Israel_hostages
This combination of pictures shows, left to right, Ravid Katz, Kiril Brodski, Tomer Ahimas, Oren Goldin and Maya Goren, whose bodies the military said were held by militants in Gaza, until their rescue by Israeli forces AFP

Israeli forces retrieved the remains of five Israelis, killed during Hamas's October 7 attack on southern Israel, whose bodies had been taken to the Gaza Strip, the military said Thursday.

It said the bodies of Maya Goren as well as soldiers Tomer Ahimas and Kiril Brodski, along with Ravid Aryeh Katz and Oren Goldin -- military reservists -- had been returned to Israel following a rescue operation.

The five had previously been announced dead, and the military and an Israeli campaign group, the Hostages and Missing Families Forum, said that they all had been killed by Palestinian militants on the day of the attack.

The military said the soldiers were killed in combat while fighting the militants on October 7.

The attack by Hamas militants on that day resulted in the deaths of 1,197 people, mostly civilians, according to an AFP tally based on official Israeli figures.

Militants also seized 251 hostages, 111 of whom remain in Gaza, including 39 the military says are dead.

The bodies were recovered on Wednesday during an operation in Khan Yunis, the main city in the south of the Gaza Strip, the military said, more than nine months into the Gaza war between Israel and Hamas.

The military did not provide details but said the intelligence gathered prior to the rescue mission included information provided by arrested militants.

Defence Minister Yoav Gallant, in a statement praising the mission, said the military "will continue fighting Hamas until its defeat".

"We are committed to returning the hostages home."

The recovery of the bodies came days after the military launched a new assault on Khan Yunis. Israel said it was pulling troops from the city in April, after months of fierce fighting in the area.

The Hostages and Missing Families Forum insisted that the Israeli government agree to a ceasefire deal that could help return the remaining captives.

It said the recovery of the five bodies "is a crucial and decisive military action that provides their families with important closure and eternal rest for the murdered".

In a statement on Thursday, the group added, "It is Israel's duty to return all the murdered for honourable burial and all living hostages for rehabilitation."

The group separately demanded an urgent meeting with Israel's team for negotiating a ceasefire and hostage-release deal, saying a "crisis of trust" had emerged.

"It has now become apparent that the information provided to the hostages' families did not accurately reflect the situation's reality," the forum said in the latest statement.

"This foot-dragging is a deliberate sabotage of the chance to bring our loved ones back. It effectively undermines the negotiations and indicates a serious moral failure."

Their accusation came while Israeli Prime Minister Benjamin Netanyahu -- whose critics have accused him of prolonging the war -- is in Washington for talks Thursday with US President Joe Biden.

A senior US administration official said on Wednesday that negotiations on a Gaza deal were in the last stretch and that Biden would try to close some "final gaps" with Netanyahu.

Thursday's military announcement came after two Israeli communities, Nir Oz and Nir Yitzhak, said in separate statements late on Wednesday that the army had recovered the bodies of Goren and Goldin.

"Last night, we were informed that in a military rescue operation, the body of the late Maya Goren was recovered," the Nir Oz kibbutz community said, adding that her family had been informed.

Kibbutz Nir Yitzhak said the army had returned Goldin's body.

"This evening, we were informed about the rescue operation for the late Oren Goldin, a member of the kibbutz emergency team, who fell on October 7" during the attack by Hamas militants, Nir Yitzhak said.

Israel's retaliatory military campaign in Gaza has killed more than 39,100 Palestinians, according to data from the health ministry in Hamas-run Gaza, which does not give details of civilian and militant deaths.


What you have to do >>
All lines ahead of the one containing "I need the bounding box for clothing." are to be left out; that line and each one after it, through the end of the records below, are to be duplicated exactly.
[Start of Attachment]
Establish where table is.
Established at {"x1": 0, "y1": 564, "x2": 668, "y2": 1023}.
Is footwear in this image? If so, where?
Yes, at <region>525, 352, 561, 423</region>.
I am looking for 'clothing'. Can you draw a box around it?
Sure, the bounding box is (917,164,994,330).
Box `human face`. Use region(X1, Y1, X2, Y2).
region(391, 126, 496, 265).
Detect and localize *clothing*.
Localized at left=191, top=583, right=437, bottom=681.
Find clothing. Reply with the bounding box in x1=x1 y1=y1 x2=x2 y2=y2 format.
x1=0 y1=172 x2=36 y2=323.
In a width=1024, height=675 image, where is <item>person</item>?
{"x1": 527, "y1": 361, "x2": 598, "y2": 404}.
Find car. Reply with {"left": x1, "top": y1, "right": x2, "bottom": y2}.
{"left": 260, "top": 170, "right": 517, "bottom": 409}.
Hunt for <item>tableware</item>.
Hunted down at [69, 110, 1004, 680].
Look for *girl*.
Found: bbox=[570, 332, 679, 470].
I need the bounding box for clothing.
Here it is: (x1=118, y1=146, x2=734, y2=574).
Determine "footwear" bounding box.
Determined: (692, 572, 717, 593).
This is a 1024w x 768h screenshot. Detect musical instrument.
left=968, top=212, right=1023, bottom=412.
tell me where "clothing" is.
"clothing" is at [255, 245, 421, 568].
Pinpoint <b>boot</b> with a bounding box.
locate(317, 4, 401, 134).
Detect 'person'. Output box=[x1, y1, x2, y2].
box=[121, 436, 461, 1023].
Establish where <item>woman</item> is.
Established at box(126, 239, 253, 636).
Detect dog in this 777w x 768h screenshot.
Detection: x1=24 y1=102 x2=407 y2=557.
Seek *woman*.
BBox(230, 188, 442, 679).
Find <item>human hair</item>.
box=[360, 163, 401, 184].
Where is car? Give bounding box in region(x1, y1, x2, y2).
[End of Attachment]
Result >>
I need the bounding box for clothing.
Here it is: (x1=118, y1=146, x2=734, y2=574).
Determine "footwear" bounding box.
Determined: (692, 572, 717, 593).
This is a 1024w x 768h screenshot. Detect musical instrument.
left=968, top=212, right=1023, bottom=412.
tell me where "clothing" is.
"clothing" is at [255, 245, 421, 568].
Pinpoint <b>boot</b> with a bounding box.
locate(317, 4, 401, 134).
Detect 'person'. Output box=[x1, y1, x2, y2].
box=[121, 436, 461, 1023].
Establish where <item>woman</item> is.
Established at box(126, 239, 253, 636).
Detect dog in this 777w x 768h screenshot.
Detection: x1=24 y1=102 x2=407 y2=557.
Seek *woman*.
BBox(230, 188, 442, 679).
Find <item>human hair</item>.
box=[360, 163, 401, 184].
Where is car? Give bounding box in region(x1, y1, x2, y2).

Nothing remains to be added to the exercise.